Art Bell had Dr. Ron Mallet from U of Conn. Dr. Mallet thinks he figured out how to make time travel possible. Here's a brief Wiki page on him, with links to his main papers on it:
http://en.wikipedia.org/wiki/Ronald_Mallett
What I find interesting about this is it involves some things I was rambling about from the Coriolis metric and the "Sagnac" circularly constrained null (light) geodesics.
Frame dragging is apparently the "key" to time travel, which in GR means closed time-like geodesics and/or world lines are possible. Frame dragging is the way time-like curves can be bent around into closed paths. So far, the mass-energy-velocity needed to "close the loop" has been so enormous that it is just an academic thought-experiment (such loops are thought to exist between event horizons in the Kerr metric -- but "thankfully" hidden behind the outer horizon where we would never be able to see it or learn any information about what would happen).
But Mallet thinks he's figured out a way to do with much less energy. He claims that the space-time metric of a beam of light going around in a circle can do the proper frame dragging contortions --actually two beams of light going around in opposite directions (note this would have sort of a "shearing" effect).
Now, normally, as above with regular mass, the energy to close the loops would be astronomical, but he says that the "slowing of light" to a crawl by those Bose-Einstein condensates has the effect of amplifying the effect. [And there are criticisms of his EFE solutions here, before anyone gets too excited -- they say he's wrong, but he thinks he's right].
Anyway, from what I understood him to say last night, he needs a few terawatts of laser power, going around in circles in some BE condensate near absolute zero, and he thinks he'll make a region with closed time-like curves just big enough for some neutrons to squeeze through and be able to observe any funny effects he expects.
I think he said he needs about $1/4 million to do that, and now has the funding and is going to try it.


▸ YOUR INSTRUCTIONS: Each line of the listing that includes the string "SECOND" needs to be located and copied.

▸ INFORMATION GIVEN:
======

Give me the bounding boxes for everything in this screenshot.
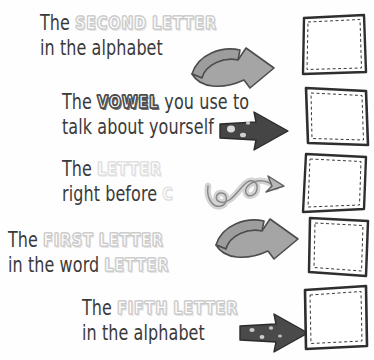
emphasis-word-letter: LETTER xyxy=(99,229,164,252)
clue-row-5-line-1: The FIFTH LETTER xyxy=(82,295,238,321)
clue-text: The xyxy=(82,295,117,319)
clue-row-3: The LETTER right before C xyxy=(62,156,181,202)
clue-row-4-line-1: The FIRST LETTER xyxy=(8,227,169,253)
clue-text: The xyxy=(62,156,97,180)
emphasis-word-letter: LETTER xyxy=(104,254,169,277)
emphasis-word-second: SECOND xyxy=(75,12,147,35)
answer-box-4[interactable] xyxy=(306,214,372,282)
bold-block-arrow-right-icon xyxy=(218,110,290,152)
clue-row-5-line-2: in the alphabet xyxy=(82,320,238,344)
emphasis-word-letter: LETTER xyxy=(152,12,217,35)
clue-row-5: The FIFTH LETTER in the alphabet xyxy=(82,295,248,340)
answer-box-2[interactable] xyxy=(302,83,372,151)
clue-row-3-line-1: The LETTER xyxy=(62,156,174,182)
answer-box-1[interactable] xyxy=(299,12,369,78)
clue-row-4-line-2: in the word LETTER xyxy=(8,252,169,278)
clue-row-4: The FIRST LETTER in the word LETTER xyxy=(8,227,180,273)
answer-box-3[interactable] xyxy=(300,151,370,217)
clue-text: The xyxy=(40,10,75,34)
clue-text: right before xyxy=(62,181,162,205)
emphasis-word-first: FIRST xyxy=(43,229,94,252)
clue-text: in the word xyxy=(8,252,104,276)
worksheet-canvas: The SECOND LETTER in the alphabet The VO… xyxy=(0,0,374,360)
clue-text: The xyxy=(8,227,43,251)
emphasis-word-letter: LETTER xyxy=(173,297,238,320)
emphasis-word-fifth: FIFTH xyxy=(117,297,168,320)
clue-row-3-line-2: right before C xyxy=(62,181,174,207)
curved-ribbon-arrow-right-icon xyxy=(212,215,304,263)
emphasis-letter-c: C xyxy=(162,183,173,206)
answer-box-5[interactable] xyxy=(301,284,371,354)
bold-block-arrow-right-icon xyxy=(238,312,310,354)
clue-text: The xyxy=(62,89,97,113)
emphasis-word-vowel: VOWEL xyxy=(97,91,159,114)
clue-row-1-line-1: The SECOND LETTER xyxy=(40,10,217,36)
curly-loop-arrow-right-icon xyxy=(202,166,288,214)
emphasis-word-letter: LETTER xyxy=(97,158,162,181)
curved-ribbon-arrow-right-icon xyxy=(188,44,280,92)
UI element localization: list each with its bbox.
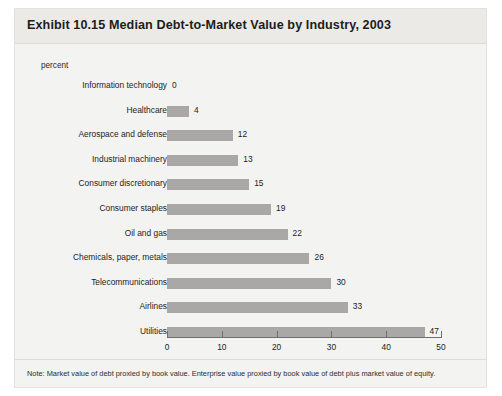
bar-value-label: 13 <box>243 154 252 164</box>
bar-value-label: 4 <box>194 105 199 115</box>
bar-row: Consumer staples19 <box>15 200 488 222</box>
x-axis-tick <box>386 331 387 337</box>
x-axis-tick <box>222 331 223 337</box>
bar <box>167 179 249 190</box>
bar <box>167 155 238 166</box>
bar-row: Information technology0 <box>15 77 488 99</box>
bar-row: Consumer discretionary15 <box>15 175 488 197</box>
x-axis-tick-label: 50 <box>436 342 445 352</box>
x-axis-tick-label: 30 <box>327 342 336 352</box>
category-label: Utilities <box>140 326 167 336</box>
bar-value-label: 0 <box>172 80 177 90</box>
x-axis-tick-label: 20 <box>272 342 281 352</box>
x-axis-tick-label: 10 <box>217 342 226 352</box>
category-label: Airlines <box>140 301 167 311</box>
chart-note: Note: Market value of debt proxied by bo… <box>27 369 435 378</box>
category-label: Telecommunications <box>91 277 167 287</box>
bar <box>167 278 331 289</box>
category-label: Consumer staples <box>100 203 168 213</box>
category-label: Aerospace and defense <box>79 129 167 139</box>
bar <box>167 204 271 215</box>
x-axis-tick-label: 0 <box>165 342 170 352</box>
bar <box>167 253 309 264</box>
bar-row: Utilities47 <box>15 323 488 345</box>
exhibit-card: Exhibit 10.15 Median Debt-to-Market Valu… <box>14 8 487 388</box>
bar-row: Chemicals, paper, metals26 <box>15 249 488 271</box>
category-label: Oil and gas <box>125 228 167 238</box>
bar-row: Healthcare4 <box>15 102 488 124</box>
category-label: Healthcare <box>126 105 167 115</box>
bar <box>167 106 189 117</box>
bar <box>167 130 233 141</box>
bar-value-label: 19 <box>276 203 285 213</box>
x-axis-line <box>167 337 441 338</box>
bar-row: Airlines33 <box>15 298 488 320</box>
category-label: Industrial machinery <box>92 154 167 164</box>
x-axis-tick <box>167 331 168 338</box>
x-axis-tick-label: 40 <box>382 342 391 352</box>
bar-value-label: 12 <box>238 129 247 139</box>
bar-value-label: 30 <box>336 277 345 287</box>
category-label: Information technology <box>82 80 167 90</box>
note-divider <box>15 359 486 360</box>
bar-value-label: 26 <box>314 252 323 262</box>
category-label: Chemicals, paper, metals <box>73 252 167 262</box>
bar-value-label: 15 <box>254 178 263 188</box>
x-axis-tick <box>331 331 332 337</box>
x-axis-tick <box>441 331 442 338</box>
bar-row: Telecommunications30 <box>15 274 488 296</box>
bar-row: Aerospace and defense12 <box>15 126 488 148</box>
bar-row: Oil and gas22 <box>15 225 488 247</box>
bar-value-label: 22 <box>293 228 302 238</box>
bar <box>167 229 288 240</box>
x-axis-tick <box>277 331 278 337</box>
chart-page: Exhibit 10.15 Median Debt-to-Market Valu… <box>0 0 502 396</box>
category-label: Consumer discretionary <box>79 178 167 188</box>
bar-value-label: 47 <box>430 326 439 336</box>
bar <box>167 302 348 313</box>
bar-row: Industrial machinery13 <box>15 151 488 173</box>
bar-chart-plot: Information technology0Healthcare4Aerosp… <box>15 9 488 389</box>
bar-value-label: 33 <box>353 301 362 311</box>
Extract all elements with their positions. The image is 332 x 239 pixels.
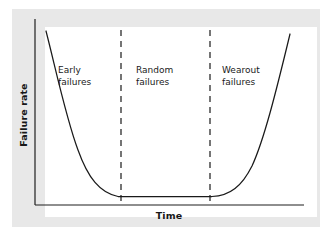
x-axis-title: Time	[33, 209, 305, 222]
region-label-wearout-line1: Wearout	[222, 65, 260, 77]
failure-rate-curve	[46, 31, 290, 197]
region-label-wearout-failures: Wearout failures	[222, 65, 260, 88]
region-label-random-line1: Random	[136, 65, 173, 77]
region-label-random-line2: failures	[136, 77, 173, 89]
y-axis-title: Failure rate	[17, 55, 31, 175]
chart-drawing	[0, 0, 332, 239]
region-label-wearout-line2: failures	[222, 77, 260, 89]
region-label-early-failures: Early failures	[58, 65, 91, 88]
region-label-early-line2: failures	[58, 77, 91, 89]
region-label-random-failures: Random failures	[136, 65, 173, 88]
region-label-early-line1: Early	[58, 65, 91, 77]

======

▸ SOLUTION FOR THIS PROBLEM:
emphasis-word-second: SECOND xyxy=(75,12,147,35)
worksheet-canvas: The SECOND LETTER in the alphabet The VO… xyxy=(0,0,374,360)
clue-row-1-line-1: The SECOND LETTER xyxy=(40,10,217,36)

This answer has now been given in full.